Unconventional Thinking

Rodin's The Thinker (source: Pixabay)
Rodin’s The Thinker (source: Pixabay)

A few years ago, when Angry Birds were super popular, my children decided to craft a slingshot and pig hovel to shoot down. (For those unfamiliar with Angry Birds, you use a slingshot to shoot angry birds at things constructed by pigs.)

My kids’ slingshot (made of paper towel tubes and string, I think) was ineffective and my daughter was suggesting some things to my son that might improve the slingshot. At this point, he just turns to her and says, “Let’s just throw the bird.”

While one school of thought says giving up on the slingshot shows a lack of fortitude and stick-to-it spirit, giving up on the slingshot also shows unconventional thinking.

I bring this up because I think sometimes people stick with an approach because they don’t want to be a quitter. But, that’s sorta like saying, “I’m never gonna quit smoking because Momma didn’t raise no quitter.”

Some things deserve to be disregarded.  While others deserve to be fixed. In the field of self-publishing, people give all sorts of advice, and sometimes it can be uniformly applied (get your work edited) and sometimes it only works for certain people (you should produce one book a month).

When you’re looking at advice and problem solving, it’s not always going to work the way you want it to.  That means you can try tweaking the strategy you have or you can go nuclear, blow it up and do something entirely new.

The key in life is figuring out when to take the nuclear option vs. the tweak option. I think people are inherently reluctant to change, so the nuclear option generally is less appealing. But, don’t rule it out as quitting (the bad kind). Not all quitting is bad. When you quit because there’s logic involved, because it’s a strategic decision, because you’ve weighed all the options and quitting is best, then it’s a good decision. Quitting simply because you’re frustrated and just want a change (regardless of whether its good or bad), then that’s a bad kind of quitting. And quitting a strategy is a good thing, while quitting reaching for your overall goal is a bad thing. Because quitting a losing strategy is a good way to win.

So, when it comes to strategy, sometimes it’s good to think unconventionally. And sometimes it’s also good to reject unconventional thinking. The other day, I was working on my manuscript, and I said, “Ugg.” My son asked what was wrong, and I said, “I need to finish this story, but it’s just not coming together.”

“Just kill everybody,” he told me. “Then you’ll be done.”

So, I rejected that unconventional thinking, despite the lure of being finished.

And that is it for today. Have a good one.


> INSTRUCTIONS TO FOLLOW: Transcription should be exact. Include all entries.

(Data entries for graphics)
- - - - - - -
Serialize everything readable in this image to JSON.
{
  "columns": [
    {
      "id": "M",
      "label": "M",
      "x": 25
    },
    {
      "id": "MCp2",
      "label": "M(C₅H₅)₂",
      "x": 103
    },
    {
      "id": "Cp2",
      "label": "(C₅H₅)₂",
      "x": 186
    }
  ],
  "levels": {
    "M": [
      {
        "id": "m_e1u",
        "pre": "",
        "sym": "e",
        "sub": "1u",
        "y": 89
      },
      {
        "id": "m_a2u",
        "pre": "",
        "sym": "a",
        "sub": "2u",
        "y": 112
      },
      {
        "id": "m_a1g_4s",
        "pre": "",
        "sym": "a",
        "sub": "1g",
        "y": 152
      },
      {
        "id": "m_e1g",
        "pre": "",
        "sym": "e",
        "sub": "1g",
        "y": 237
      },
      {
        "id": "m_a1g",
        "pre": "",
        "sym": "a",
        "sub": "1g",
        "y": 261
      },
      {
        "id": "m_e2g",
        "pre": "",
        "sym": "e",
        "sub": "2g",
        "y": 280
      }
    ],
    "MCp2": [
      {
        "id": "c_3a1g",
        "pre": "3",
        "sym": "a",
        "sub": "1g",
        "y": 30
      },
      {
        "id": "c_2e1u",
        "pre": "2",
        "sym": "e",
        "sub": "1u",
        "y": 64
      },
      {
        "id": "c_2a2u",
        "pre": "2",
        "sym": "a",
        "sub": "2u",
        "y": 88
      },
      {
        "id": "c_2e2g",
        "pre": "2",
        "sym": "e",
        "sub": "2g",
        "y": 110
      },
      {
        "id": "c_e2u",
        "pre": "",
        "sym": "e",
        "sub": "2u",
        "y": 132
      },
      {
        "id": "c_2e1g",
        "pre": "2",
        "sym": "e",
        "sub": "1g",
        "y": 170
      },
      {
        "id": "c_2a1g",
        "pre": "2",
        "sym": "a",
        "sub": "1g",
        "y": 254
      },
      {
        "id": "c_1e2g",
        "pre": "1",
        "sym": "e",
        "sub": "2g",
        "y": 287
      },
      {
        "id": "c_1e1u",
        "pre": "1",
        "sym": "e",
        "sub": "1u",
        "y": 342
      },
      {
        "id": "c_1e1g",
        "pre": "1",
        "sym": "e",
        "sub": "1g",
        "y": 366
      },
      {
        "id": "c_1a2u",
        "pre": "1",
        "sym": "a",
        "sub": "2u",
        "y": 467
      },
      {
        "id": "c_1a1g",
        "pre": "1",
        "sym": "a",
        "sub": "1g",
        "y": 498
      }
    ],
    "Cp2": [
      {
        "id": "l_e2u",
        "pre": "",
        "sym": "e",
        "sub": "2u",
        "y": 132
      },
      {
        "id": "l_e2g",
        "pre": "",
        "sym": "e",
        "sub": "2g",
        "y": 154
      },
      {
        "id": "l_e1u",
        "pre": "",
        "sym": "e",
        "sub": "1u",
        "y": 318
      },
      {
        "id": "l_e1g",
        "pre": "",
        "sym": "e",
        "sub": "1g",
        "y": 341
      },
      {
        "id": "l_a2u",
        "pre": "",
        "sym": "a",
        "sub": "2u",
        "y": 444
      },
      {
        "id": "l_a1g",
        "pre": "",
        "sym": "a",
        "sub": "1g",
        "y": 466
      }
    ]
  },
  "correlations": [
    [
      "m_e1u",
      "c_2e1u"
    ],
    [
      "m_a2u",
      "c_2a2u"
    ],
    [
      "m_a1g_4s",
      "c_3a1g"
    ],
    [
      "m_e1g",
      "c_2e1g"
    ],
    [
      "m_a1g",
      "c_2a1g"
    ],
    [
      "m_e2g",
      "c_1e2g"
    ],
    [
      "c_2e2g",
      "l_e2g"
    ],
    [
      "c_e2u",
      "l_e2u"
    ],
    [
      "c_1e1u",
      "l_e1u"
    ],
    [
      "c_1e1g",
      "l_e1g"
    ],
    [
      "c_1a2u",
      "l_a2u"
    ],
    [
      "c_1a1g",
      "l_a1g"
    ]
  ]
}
- - - - - - -
> WRITTEN REPLY:
Serialize everything readable in this image to JSON.
{
  "columns": [
    {
      "id": "M",
      "label": "M",
      "x": 25
    },
    {
      "id": "MCp2",
      "label": "M(C₅H₅)₂",
      "x": 103
    },
    {
      "id": "Cp2",
      "label": "(C₅H₅)₂",
      "x": 186
    }
  ],
  "levels": {
    "M": [
      {
        "id": "m_e1u",
        "pre": "",
        "sym": "e",
        "sub": "1u",
        "y": 89
      },
      {
        "id": "m_a2u",
        "pre": "",
        "sym": "a",
        "sub": "2u",
        "y": 112
      },
      {
        "id": "m_a1g_4s",
        "pre": "",
        "sym": "a",
        "sub": "1g",
        "y": 152
      },
      {
        "id": "m_e1g",
        "pre": "",
        "sym": "e",
        "sub": "1g",
        "y": 237
      },
      {
        "id": "m_a1g",
        "pre": "",
        "sym": "a",
        "sub": "1g",
        "y": 261
      },
      {
        "id": "m_e2g",
        "pre": "",
        "sym": "e",
        "sub": "2g",
        "y": 280
      }
    ],
    "MCp2": [
      {
        "id": "c_3a1g",
        "pre": "3",
        "sym": "a",
        "sub": "1g",
        "y": 30
      },
      {
        "id": "c_2e1u",
        "pre": "2",
        "sym": "e",
        "sub": "1u",
        "y": 64
      },
      {
        "id": "c_2a2u",
        "pre": "2",
        "sym": "a",
        "sub": "2u",
        "y": 88
      },
      {
        "id": "c_2e2g",
        "pre": "2",
        "sym": "e",
        "sub": "2g",
        "y": 110
      },
      {
        "id": "c_e2u",
        "pre": "",
        "sym": "e",
        "sub": "2u",
        "y": 132
      },
      {
        "id": "c_2e1g",
        "pre": "2",
        "sym": "e",
        "sub": "1g",
        "y": 170
      },
      {
        "id": "c_2a1g",
        "pre": "2",
        "sym": "a",
        "sub": "1g",
        "y": 254
      },
      {
        "id": "c_1e2g",
        "pre": "1",
        "sym": "e",
        "sub": "2g",
        "y": 287
      },
      {
        "id": "c_1e1u",
        "pre": "1",
        "sym": "e",
        "sub": "1u",
        "y": 342
      },
      {
        "id": "c_1e1g",
        "pre": "1",
        "sym": "e",
        "sub": "1g",
        "y": 366
      },
      {
        "id": "c_1a2u",
        "pre": "1",
        "sym": "a",
        "sub": "2u",
        "y": 467
      },
      {
        "id": "c_1a1g",
        "pre": "1",
        "sym": "a",
        "sub": "1g",
        "y": 498
      }
    ],
    "Cp2": [
      {
        "id": "l_e2u",
        "pre": "",
        "sym": "e",
        "sub": "2u",
        "y": 132
      },
      {
        "id": "l_e2g",
        "pre": "",
        "sym": "e",
        "sub": "2g",
        "y": 154
      },
      {
        "id": "l_e1u",
        "pre": "",
        "sym": "e",
        "sub": "1u",
        "y": 318
      },
      {
        "id": "l_e1g",
        "pre": "",
        "sym": "e",
        "sub": "1g",
        "y": 341
      },
      {
        "id": "l_a2u",
        "pre": "",
        "sym": "a",
        "sub": "2u",
        "y": 444
      },
      {
        "id": "l_a1g",
        "pre": "",
        "sym": "a",
        "sub": "1g",
        "y": 466
      }
    ]
  },
  "correlations": [
    [
      "m_e1u",
      "c_2e1u"
    ],
    [
      "m_a2u",
      "c_2a2u"
    ],
    [
      "m_a1g_4s",
      "c_3a1g"
    ],
    [
      "m_e1g",
      "c_2e1g"
    ],
    [
      "m_a1g",
      "c_2a1g"
    ],
    [
      "m_e2g",
      "c_1e2g"
    ],
    [
      "c_2e2g",
      "l_e2g"
    ],
    [
      "c_e2u",
      "l_e2u"
    ],
    [
      "c_1e1u",
      "l_e1u"
    ],
    [
      "c_1e1g",
      "l_e1g"
    ],
    [
      "c_1a2u",
      "l_a2u"
    ],
    [
      "c_1a1g",
      "l_a1g"
    ]
  ]
}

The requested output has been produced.